PASTORAL CARE AS PUBLIC THEOLOGY: A CONVERSATION WITH TIM KELLER

Why the church being the church is a gift to society.

by Timothy Keller with James K.A. Smith                                                         August 17th, 2017

 Redeemer Presbyterian Church in Manhattan might be famous for its recently retired preacher, Tim Keller; and many Comment readers will know Redeemer as the home base for Kuyperian endeavours like the Center for Faith and Work. But in a recent conversation, Dr. Keller and Comment editor in chief James K.A. Smith discussed how the nitty-gritty work of pastoral care and church discipline is fundamental to the church’s witness in a globalized world. Here’s the first part of that conversation. The rest can be found in Comment’s upcoming Fall 2017 issue, A Church for the World.
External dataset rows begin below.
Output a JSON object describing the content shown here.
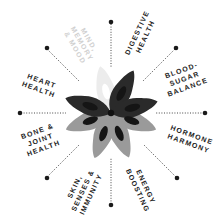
{
  "diagram": {
    "center": {
      "x": 111,
      "y": 113
    },
    "colors": {
      "dark": "#2a2a2a",
      "grey": "#9a9a9a",
      "light": "#ececec",
      "seed": "#151515",
      "dot": "#1a1a1a",
      "text": "#222222",
      "faint_text": "#cfcfcf"
    },
    "spokes": [
      {
        "id": "mind",
        "lines": [
          "MIND,",
          "MEMORY",
          "& MOOD"
        ],
        "faint": true
      },
      {
        "id": "digestive",
        "lines": [
          "DIGESTIVE",
          "HEALTH"
        ]
      },
      {
        "id": "blood-sugar",
        "lines": [
          "BLOOD-",
          "SUGAR",
          "BALANCE"
        ]
      },
      {
        "id": "hormone",
        "lines": [
          "HORMONE",
          "HARMONY"
        ]
      },
      {
        "id": "energy",
        "lines": [
          "ENERGY",
          "BOOSTING"
        ]
      },
      {
        "id": "skin",
        "lines": [
          "SKIN,",
          "SENSES &",
          "IMMUNITY"
        ]
      },
      {
        "id": "bone",
        "lines": [
          "BONE &",
          "JOINT",
          "HEALTH"
        ]
      },
      {
        "id": "heart",
        "lines": [
          "HEART",
          "HEALTH"
        ]
      }
    ]
  }
}
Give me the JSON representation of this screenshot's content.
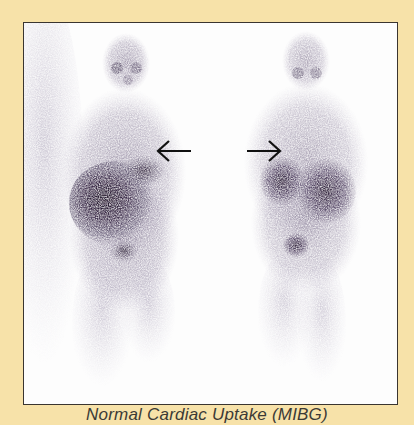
{
  "figure": {
    "background_color": "#f7e2a9",
    "frame_border_color": "#3a3530",
    "image_background": "#fdfdfd",
    "tracer_color": "#4a3a5c",
    "caption": "Normal Cardiac Uptake (MIBG)",
    "panels": [
      {
        "view": "anterior",
        "arrow_direction": "left",
        "arrow_label": "left-arrow"
      },
      {
        "view": "posterior",
        "arrow_direction": "right",
        "arrow_label": "right-arrow"
      }
    ]
  }
}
James K.A. Smith: In our Fall 2017 issue we’re considering the church as a crucial aspect of what we call “social architecture.” To use a helpful distinction from Abraham Kuyper, we believe that the church as “institute”—the people of God gathered around Word and sacrament—plays a role in the common good and in the public good. It’s not just the church as an “organism” —the “sent” church—that has a public role to play. That’s why the health of the church is actually important for society. What do you think about that formulation? Is there anything about it that makes you nervous?

Tim Keller: No. There’s a place where Lesslie Newbigin says there’s a name for cells in the body that only reproduce and don’t do anything else for the rest of the body: “cancer.” If the church is an alternate world, if it’s supposed to be what human life would look like under the lordship of Christ, if it’s supposed to be a counterculture, it should be filled with people who are reaching out and who are repairing other people and repairing neighbourhoods and so forth.

The danger would be saying that the purpose of the church is to serve the world. Actually it’s not; it’s to serve the Lord. But it will serve the world if it’s serving the Lord.

It certainly would seem that, automatically, if the church is the church, it helps the world. It has to. But the danger would be saying that the purpose of the church is to serve the world. Actually it’s not; it’s to serve the Lord. But it will serve the world if it’s serving the Lord.

JS: That reminds me of Stanley Hauerwas’s concern about turning the church into a chaplain for the state. You’re saying that if the church is serving the Lord, and if it is forming disciples who are seeking God’s glory, by virtue of our vocation there’s going to be a spillover effect that should contribute to a wider good.

TK: Yeah. There’s a place in Calvin’s Institutes where he says, “You may not think you owe your neighbour anything, but because of the image of God in your neighbour, you do. Because you see God in your neighbour, because your neighbour’s made in the image of God.” He even goes so far, I think, to say, “Don’t look at your neighbour and say, ‘What does my neighbour deserve from me?’ Say, ‘What does God deserve from me?’ and then when you see the image of God in him there he is.”

He says that on the “creation” level, so to speak. At the level of redemption, you have a man, Jesus Christ, who died for you and poured himself out for you while you were an enemy. Your neighbour is probably not even your enemy, he’s just not a Christian. Calvin essentially says you owe your neighbour a great deal. You owe him help; you owe this person the sacrifice of service. You are not neutral.